Thursday, April 19, 2018

New York: Girl, 7, mauled by Pit Bull that belongs to a "family member's friend"

NEW YORK -- The fate of a pit bull that attacked a 7-year-old girl in her Bellport home Wednesday will be decided after the Brookhaven Animal Shelter keeps it for 10 days, a town spokesman said.

According to Suffolk police the child was seriously injured after the dog attacked her shortly after 5 p.m. and had to be fended off with a shovel.

The girl’s mother and a man dog-sitting the male dog were also injured when they tried to stop the attack, police said.


Police said the victim was playing with the dog in her Bieselin Road home when she was bitten on her right arm, causing several lacerations.

When the mother tried to get the dog off her daughter, the dog bit the woman on her hand, police said.

Then the man hit the pit bull over the head with the shovel, police said, but he was bitten on the hand before the dog ran out to the yard.

The child, seriously wounded, and her mother, who had non-life-threatening injuries, were airlifted to Stony Brook University Hospital, while the man was taken to a hospital to be treated for non-life-threatening injuries to his hand, police said.

Police emergency service officers put the dog in a cage and the Brookhaven Town dog warden took it to the town animal shelter, police said.

No official information was available Thursday about the latest condition of the girl and the others injured.

Town spokesman Jack Krieger said the pit bull was being kept on a 10-day “bite hold” for safekeeping and that after that several options can be considered.

Krieger said that if the shelter decides the dog is “too violent” then it can decide to put the animal down or keep it.

If the dog is not determined to be a danger and the owner does not claim it, then the shelter has the same options of putting it down or keeping it, Krieger said.

Krieger said that if the owner wants the dog back after the 10 days but the shelter believes it’s still dangerous, then the town would have to make a court bid to put the animal down.

A person who answered the phone at the house Thursday identified himself as the owner’s son and would not give his name.

The dog belongs to “a family member’s friend,” he said. He would not reveal the names of the friend any of the injured.

When asked how the girl is doing, he said, “She’s projected to make a full recovery.”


### What is expected
Identify and pull out each line of the entries in which "ffffff" occurs.

### Records for the task
**********
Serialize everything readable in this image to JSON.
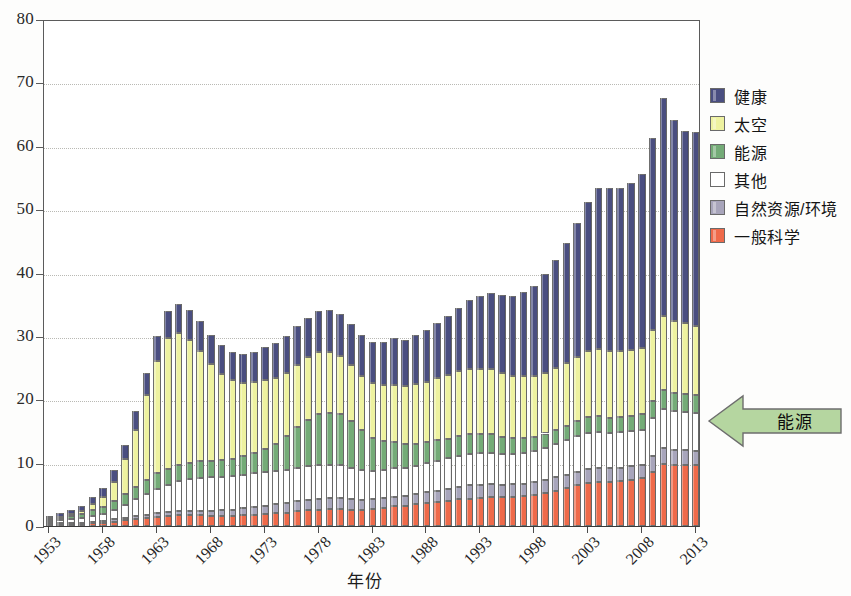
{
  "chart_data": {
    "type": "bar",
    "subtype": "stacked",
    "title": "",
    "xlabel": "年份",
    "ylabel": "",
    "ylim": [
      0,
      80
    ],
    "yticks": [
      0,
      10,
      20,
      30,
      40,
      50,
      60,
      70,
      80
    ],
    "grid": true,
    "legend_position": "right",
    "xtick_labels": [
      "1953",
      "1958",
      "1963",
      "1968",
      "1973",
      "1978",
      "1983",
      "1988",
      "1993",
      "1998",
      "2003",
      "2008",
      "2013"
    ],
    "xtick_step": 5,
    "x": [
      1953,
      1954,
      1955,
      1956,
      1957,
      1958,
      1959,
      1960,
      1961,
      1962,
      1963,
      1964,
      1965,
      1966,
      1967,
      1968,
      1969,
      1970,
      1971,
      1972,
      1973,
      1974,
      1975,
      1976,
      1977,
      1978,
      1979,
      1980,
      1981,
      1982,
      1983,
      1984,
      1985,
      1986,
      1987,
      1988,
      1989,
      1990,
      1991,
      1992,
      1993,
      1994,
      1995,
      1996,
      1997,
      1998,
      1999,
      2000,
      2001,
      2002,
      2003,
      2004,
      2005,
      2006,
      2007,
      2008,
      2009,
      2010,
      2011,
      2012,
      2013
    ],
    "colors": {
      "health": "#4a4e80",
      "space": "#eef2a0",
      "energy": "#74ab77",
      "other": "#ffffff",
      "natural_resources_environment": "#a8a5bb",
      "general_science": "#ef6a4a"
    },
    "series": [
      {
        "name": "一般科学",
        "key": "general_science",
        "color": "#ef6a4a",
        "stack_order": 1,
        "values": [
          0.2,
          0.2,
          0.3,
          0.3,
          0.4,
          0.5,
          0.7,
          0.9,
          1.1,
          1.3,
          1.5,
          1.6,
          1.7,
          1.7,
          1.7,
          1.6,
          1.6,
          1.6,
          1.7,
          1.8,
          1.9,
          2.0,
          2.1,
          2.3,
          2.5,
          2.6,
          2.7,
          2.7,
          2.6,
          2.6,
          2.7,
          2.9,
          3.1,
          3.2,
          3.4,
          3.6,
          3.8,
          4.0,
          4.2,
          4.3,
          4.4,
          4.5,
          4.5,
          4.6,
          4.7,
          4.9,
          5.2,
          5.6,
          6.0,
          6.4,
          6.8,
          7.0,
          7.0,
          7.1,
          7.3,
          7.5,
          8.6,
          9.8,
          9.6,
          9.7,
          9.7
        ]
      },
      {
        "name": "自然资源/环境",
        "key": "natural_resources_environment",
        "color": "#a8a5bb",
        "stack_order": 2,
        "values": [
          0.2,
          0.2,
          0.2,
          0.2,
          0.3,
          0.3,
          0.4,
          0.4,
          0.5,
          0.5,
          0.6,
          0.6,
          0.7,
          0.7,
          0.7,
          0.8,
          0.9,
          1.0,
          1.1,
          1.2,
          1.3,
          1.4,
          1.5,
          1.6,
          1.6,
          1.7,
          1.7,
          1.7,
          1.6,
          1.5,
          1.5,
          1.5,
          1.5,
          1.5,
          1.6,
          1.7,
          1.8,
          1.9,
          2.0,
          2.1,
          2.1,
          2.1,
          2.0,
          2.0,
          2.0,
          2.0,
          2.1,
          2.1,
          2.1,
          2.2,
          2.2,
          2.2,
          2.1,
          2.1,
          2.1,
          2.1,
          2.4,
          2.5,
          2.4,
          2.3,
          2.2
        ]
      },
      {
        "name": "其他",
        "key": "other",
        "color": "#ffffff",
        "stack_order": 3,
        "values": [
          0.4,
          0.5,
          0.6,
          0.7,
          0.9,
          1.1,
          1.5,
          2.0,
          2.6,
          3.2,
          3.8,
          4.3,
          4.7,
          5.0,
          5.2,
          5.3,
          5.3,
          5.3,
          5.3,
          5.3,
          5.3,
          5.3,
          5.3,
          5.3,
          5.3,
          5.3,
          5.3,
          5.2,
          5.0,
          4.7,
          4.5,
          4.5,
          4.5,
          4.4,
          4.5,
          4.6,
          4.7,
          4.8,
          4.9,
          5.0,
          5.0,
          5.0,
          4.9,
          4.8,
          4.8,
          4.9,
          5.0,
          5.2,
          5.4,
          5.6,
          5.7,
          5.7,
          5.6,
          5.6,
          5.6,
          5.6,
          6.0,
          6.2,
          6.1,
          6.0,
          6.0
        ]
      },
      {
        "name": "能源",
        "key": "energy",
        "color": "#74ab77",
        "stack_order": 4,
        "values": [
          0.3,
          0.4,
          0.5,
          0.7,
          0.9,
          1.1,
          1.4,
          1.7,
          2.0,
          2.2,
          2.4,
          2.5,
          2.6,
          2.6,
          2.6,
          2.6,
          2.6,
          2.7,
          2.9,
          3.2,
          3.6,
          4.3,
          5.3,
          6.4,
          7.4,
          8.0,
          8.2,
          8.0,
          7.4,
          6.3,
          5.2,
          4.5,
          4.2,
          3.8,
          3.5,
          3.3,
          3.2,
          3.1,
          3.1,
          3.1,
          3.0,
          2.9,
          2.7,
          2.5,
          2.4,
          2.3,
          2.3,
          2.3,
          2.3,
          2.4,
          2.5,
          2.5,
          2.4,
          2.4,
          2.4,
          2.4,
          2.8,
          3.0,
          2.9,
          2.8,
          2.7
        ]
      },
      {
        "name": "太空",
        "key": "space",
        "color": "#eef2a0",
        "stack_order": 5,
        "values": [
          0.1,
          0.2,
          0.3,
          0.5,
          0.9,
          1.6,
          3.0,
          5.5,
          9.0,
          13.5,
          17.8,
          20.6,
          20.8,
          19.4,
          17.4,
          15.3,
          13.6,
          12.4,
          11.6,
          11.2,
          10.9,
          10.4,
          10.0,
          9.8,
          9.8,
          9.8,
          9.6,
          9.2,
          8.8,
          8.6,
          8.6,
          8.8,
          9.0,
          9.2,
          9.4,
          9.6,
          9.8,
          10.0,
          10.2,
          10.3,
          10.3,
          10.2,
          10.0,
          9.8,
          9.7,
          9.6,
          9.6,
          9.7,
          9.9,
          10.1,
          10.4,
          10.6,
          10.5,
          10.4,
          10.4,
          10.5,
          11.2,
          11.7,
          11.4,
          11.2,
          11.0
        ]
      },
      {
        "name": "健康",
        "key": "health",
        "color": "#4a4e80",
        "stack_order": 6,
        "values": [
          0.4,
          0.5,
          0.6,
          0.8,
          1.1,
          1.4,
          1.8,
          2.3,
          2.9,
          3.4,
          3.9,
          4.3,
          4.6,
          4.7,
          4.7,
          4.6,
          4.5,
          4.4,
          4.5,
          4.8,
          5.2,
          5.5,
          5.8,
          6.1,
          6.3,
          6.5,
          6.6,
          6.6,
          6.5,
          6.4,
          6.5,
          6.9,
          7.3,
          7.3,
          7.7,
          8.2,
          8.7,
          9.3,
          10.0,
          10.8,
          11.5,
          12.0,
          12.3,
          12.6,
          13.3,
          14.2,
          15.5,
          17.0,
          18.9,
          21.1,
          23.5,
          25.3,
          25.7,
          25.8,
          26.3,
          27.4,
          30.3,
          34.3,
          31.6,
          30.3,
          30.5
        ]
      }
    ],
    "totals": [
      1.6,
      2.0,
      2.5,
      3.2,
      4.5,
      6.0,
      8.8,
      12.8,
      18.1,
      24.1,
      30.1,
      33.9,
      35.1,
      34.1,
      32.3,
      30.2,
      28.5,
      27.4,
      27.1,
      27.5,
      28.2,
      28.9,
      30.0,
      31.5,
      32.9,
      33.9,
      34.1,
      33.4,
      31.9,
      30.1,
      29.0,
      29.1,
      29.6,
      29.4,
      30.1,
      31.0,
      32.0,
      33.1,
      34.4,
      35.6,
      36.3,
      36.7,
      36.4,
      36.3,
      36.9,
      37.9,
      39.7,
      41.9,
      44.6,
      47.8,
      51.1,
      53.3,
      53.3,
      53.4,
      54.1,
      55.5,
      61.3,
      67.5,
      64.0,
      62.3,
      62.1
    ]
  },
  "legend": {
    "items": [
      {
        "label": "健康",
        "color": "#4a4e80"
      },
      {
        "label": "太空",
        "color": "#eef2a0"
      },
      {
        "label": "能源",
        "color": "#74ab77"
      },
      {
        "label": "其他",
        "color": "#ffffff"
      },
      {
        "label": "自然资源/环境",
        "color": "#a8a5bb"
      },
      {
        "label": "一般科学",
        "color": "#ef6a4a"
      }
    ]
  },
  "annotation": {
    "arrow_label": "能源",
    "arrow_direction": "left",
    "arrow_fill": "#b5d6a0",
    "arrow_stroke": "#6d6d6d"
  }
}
**********
### Answer to this problem
      "other": "#ffffff",
        "color": "#ffffff",
        "color": "#ffffff"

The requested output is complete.